Coffee & Conversation :: My Most Unforgettable Person

May 6, 2013

My question was featured today at Love. Laughter. Happily Ever After. So I am linking up for their Coffee & Conversation today!

Coffee & Conversation


The question I asked was based on a topic I had while writing my Senior Journal in high school, any other Vidalia graduates remember this? One of the topics I chose to write on was "My Most Unforgettable Character," it came from an old article that ran in Reader's Digest. 10 years ago it was fun to write, and surprisingly today I thought I was going to write about the same person, but on my way home today I changed my mind.

I once thought the most unforgettable character I had ever met was a girl from Centrifuge when I went ages ago. Her mom had been raped and she was the product of that event. She was insanely happy and positive, and it shocked me as a young high schooler to meet someone who had every reason to be so unhappy, yet they were so elated to be alive.

Today though I realized my most unforgettable character is now someone else, it's a story I've mentally threatened to share a few times and haven't ever dared. But today, I'm going to.

My most unforgettable character is a guy I know who has overcome quite a lot in his life, things I'm not so sure I would have overcome the same way.

As a baby, or more like a fetus he overcame things that blow my mind. His mom had actually scheduled to have an abortion, at the last minute though she backed out of the appointment. That wasn't going to be her first one either. She was involved in a terrible drug lifestyle and didn't have room for a baby in it. She openly talked with us once about the drugs she did, even while pregnant with that baby. That baby though, I'm convinced, ended up saving her life. When he was born she decided she couldn't raise a child the way things were going and found herself in a church.

When the little boy was a year old his mother was actually saved, she met his soon to be father (he never met his biological father) and married him soon there after.

Life went on like most normal families for the next 16 years until his parents divorced. The kids had been home schooled and the boy was now ending his junior year of high school and was obligated to order books, take on the responsibilities as a teacher to his two younger siblings, and teach himself so that he could graduate on time. With his parents divorced and father on the road as a truck driver he was responsible for groceries, cleaning, paying bills, and taking care of his siblings.

After all of that he moved out.

On his own he worked and lived all over while he figured out how he could go to college. He had never even heard of the A.C.T., but after a few years managed to find himself working on his BA.

After a few years of college I met him, and married him. Now he is about to graduate with a Specialist in School Psychology.

He is the first person to graduate high school, much less college in his family, and had everything on earth going against him. There are a million more stories within this story, but this just hits the high points.

This.

This is why I am not impressed with the fact that he wore matching socks one day, or can tie an tie. I'm proud of him because he overcame things long before he knew he was overcoming anything.

What I'm most impressed with though, is his attitude.

Like the girl I wrote about in high school, Jeremy is extremely positive. He can always find the bright side to anything and is always confident in whatever he does. I haven't seen him fail at anything he has cared about, he has a odd inner drive I am not graced with.

It really wouldn't matter what he went though if he wasn't the person he is today. He could be in and out of jail and on drugs, and it would all totally be expected. But nope, he has done more mission work that I could ever shake a stick at, he is a youth minister, working on a specialist, extremely well thought out, and much more rational than I am. This isn't something you will likely hear him talk about in passing, I rarely hear of it. If I had run into Jeremy at Centrifuge and heard this story and never saw him again I promise you I'd be sitting here now typing out the same story.

It doesn't so much matter what you go though, but who you are on the other side.

He is definitely an unforgettable person who I very much look up to.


TO DO: Your task is to work out how many lines in the data that follows hold "pixels" and to state that number alone.

Entries from a dataset of interfaces:
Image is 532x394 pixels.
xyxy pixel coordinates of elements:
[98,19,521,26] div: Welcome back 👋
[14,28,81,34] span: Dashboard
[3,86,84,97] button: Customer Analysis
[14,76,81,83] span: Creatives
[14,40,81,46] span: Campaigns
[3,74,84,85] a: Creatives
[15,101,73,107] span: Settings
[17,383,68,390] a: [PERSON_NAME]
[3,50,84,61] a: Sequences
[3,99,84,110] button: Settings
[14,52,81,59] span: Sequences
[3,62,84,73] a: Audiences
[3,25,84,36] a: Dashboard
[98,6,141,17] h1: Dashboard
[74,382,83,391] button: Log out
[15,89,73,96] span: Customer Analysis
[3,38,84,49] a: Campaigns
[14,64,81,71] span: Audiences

---

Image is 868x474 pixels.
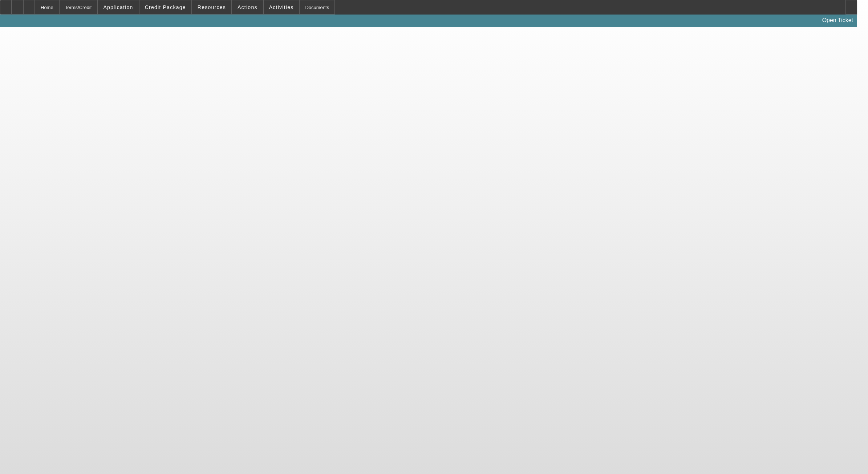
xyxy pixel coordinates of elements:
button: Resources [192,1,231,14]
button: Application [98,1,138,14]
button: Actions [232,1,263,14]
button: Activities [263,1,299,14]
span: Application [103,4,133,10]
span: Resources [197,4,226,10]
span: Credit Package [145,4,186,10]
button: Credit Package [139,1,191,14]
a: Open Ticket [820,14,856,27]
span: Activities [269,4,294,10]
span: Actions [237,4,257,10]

ANSWER BOX: 2